(Sending to a broader list, in case anybody has answers.)

On Jun 26, 2017, at 10:53 AM, Stig Bjørlykke <s...@bjorlykke.org> wrote:

> The extcap interface toolbar is not supported on Windows yet,
> basically because I don't know how the pipe handling is done when
> using select(),

Sadly, Windows' handling of "wait for something to happen" is a bit clumsier 
than UN*X's.

UN*Xes have select() and poll(), with the possible addition of some other 
similar mechanisms such as Linux's epoll() or *BSD/Darwin's kqueues.  You can 
wait for a device, a socket, or a pipe with them.  (Sadly, in the general case, 
you can't wait for a process or thread to terminate with select(), although you 
can do it with kqueues on at least some platforms.  I'm not sure whether the 
inability to wait for a mutex to unlock or a condition variable to be signaled 
is a significant issue or not.)

Windows has select()

        
https://msdn.microsoft.com/en-us/library/windows/desktop/ms740141(v=vs.85).aspx

which works on sockets, sockets, sockets, and sockets, and 
WaitForMultipleObjects():

        
https://msdn.microsoft.com/en-us/library/windows/desktop/ms687025(v=vs.85).aspx

which works on a number of things - only one of which is the equivalent of a 
readable file descriptor, namely "console input".  It doesn't appear that you 
can use a HANDLE for a pipe (named or unnamed), and, while Microsoft seem to 
indicate that you can do regular ReadFile()/WriteFile() I/O on a socket:

        
https://msdn.microsoft.com/en-us/library/windows/desktop/ms740522(v=vs.85).aspx

they don't indicate what the connection is between a socket descriptor and a 
socket handle (they have the same size, 32 bits in Win32 and 64 bits in Win64, 
but are SOCKET values usable as HANDLEs, or is there a "get a handle for this 
socket descriptor" call?) - and even if you get a HANDLE it probably works no 
better with WaitForMultipleEvents() than do pipe HANDLEs.

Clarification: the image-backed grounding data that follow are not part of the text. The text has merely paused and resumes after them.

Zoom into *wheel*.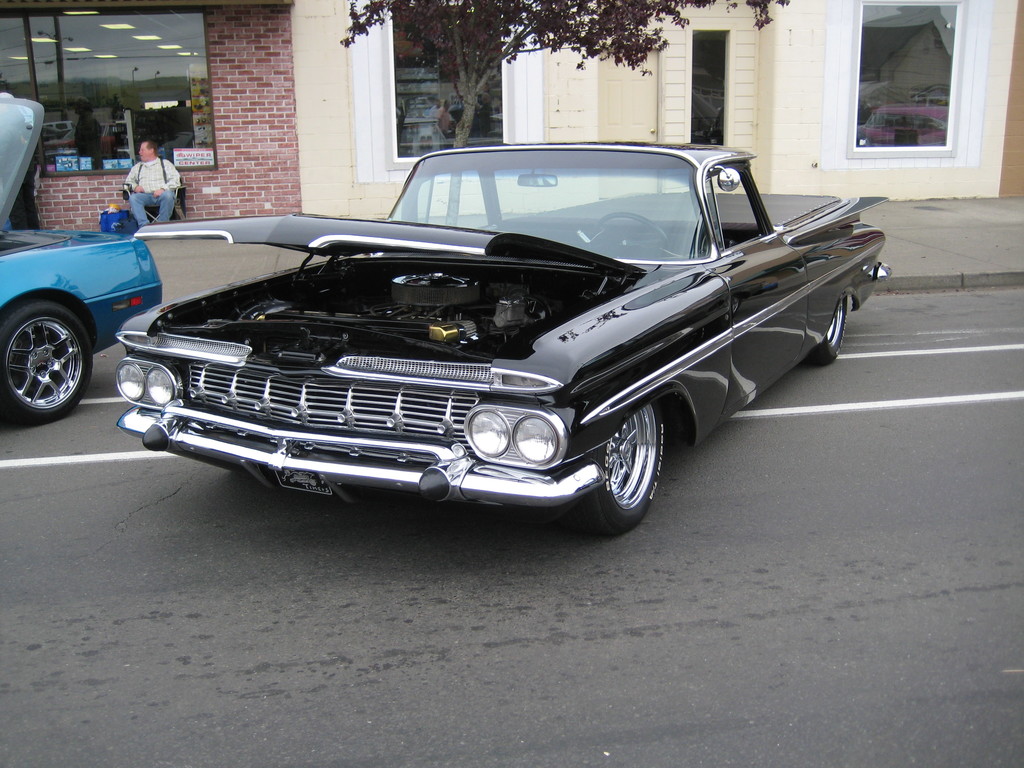
Zoom target: <box>582,404,666,519</box>.
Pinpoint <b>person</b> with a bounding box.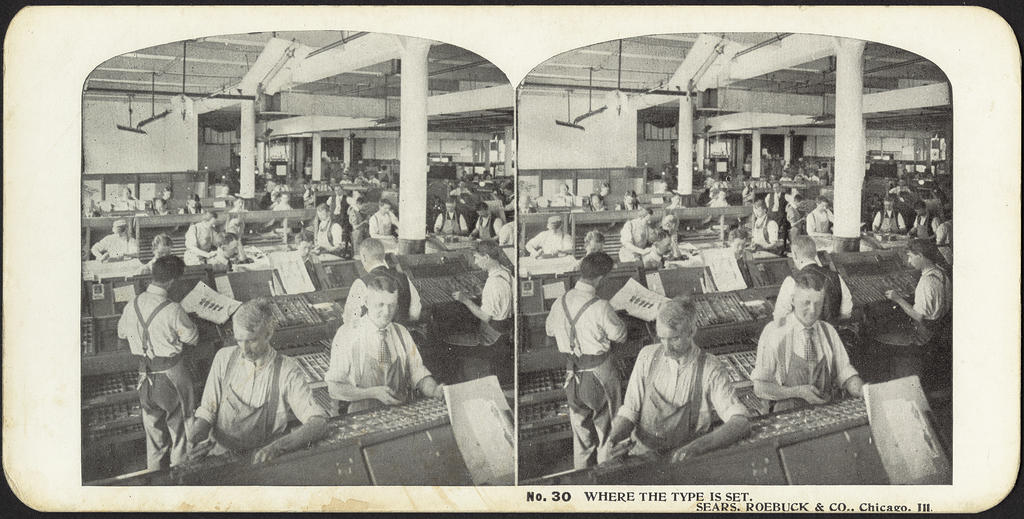
x1=204 y1=231 x2=236 y2=264.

For named pipes, you can use "overlapped mode" for asynchronous I/O:

        https://msdn.microsoft.com/en-us/library/aa365788(VS.85).aspx

and can create an event handle that's signaled when a read or write completes, 
and hand *that* to WaitForMultipleObjects().  This appears, from some Web 
searching, to be the closest thing to waiting for a read to be possible, but it 
would be done differently - instead of

        select();
        if (pipe is readable) {
                read into buffer;
                process that data if we can;
        }

it'd be more like

        start an asynchronous read into the buffer;
        WaitForMultipleObjects();
        if (event for that pipe was triggered) {
                process the data that was read if we can;
        }

Anonymous pipes are just named pipes with created unique names:

        https://msdn.microsoft.com/en-us/library/aa365141(v=vs.85).aspx

but, as that page says, "Asynchronous (overlapped) read and write operations 
are not supported by anonymous pipes.".

For sockets, it appears you can do an operation that's similar to select(), 
but, instead of waiting, returns an event handle:

        
https://msdn.microsoft.com/en-us/library/windows/desktop/ms741576(v=vs.85).aspx

However, those event handles may, or may not, be like regular Windows event 
handles; they are documented as working with WSAWaitForMultipleEvents() rather 
than with WaitForMultipleObjects():

        
https://msdn.microsoft.com/en-us/library/windows/desktop/ms742219(v=vs.85).aspx

and they also don't indicate whether you can use regular event objects with 
WSAWaitForMultipleEvents().

Furthermore, GUI applications should probably use MsgWaitForMultipleObjects().  
I think that's what's used in the GUI event loops of GTK+ and Qt on Windows.

So doing the equivalent of select()/poll() on Windows appears to be a challenge.

If anybody has more information than what I found, that'd be helpful.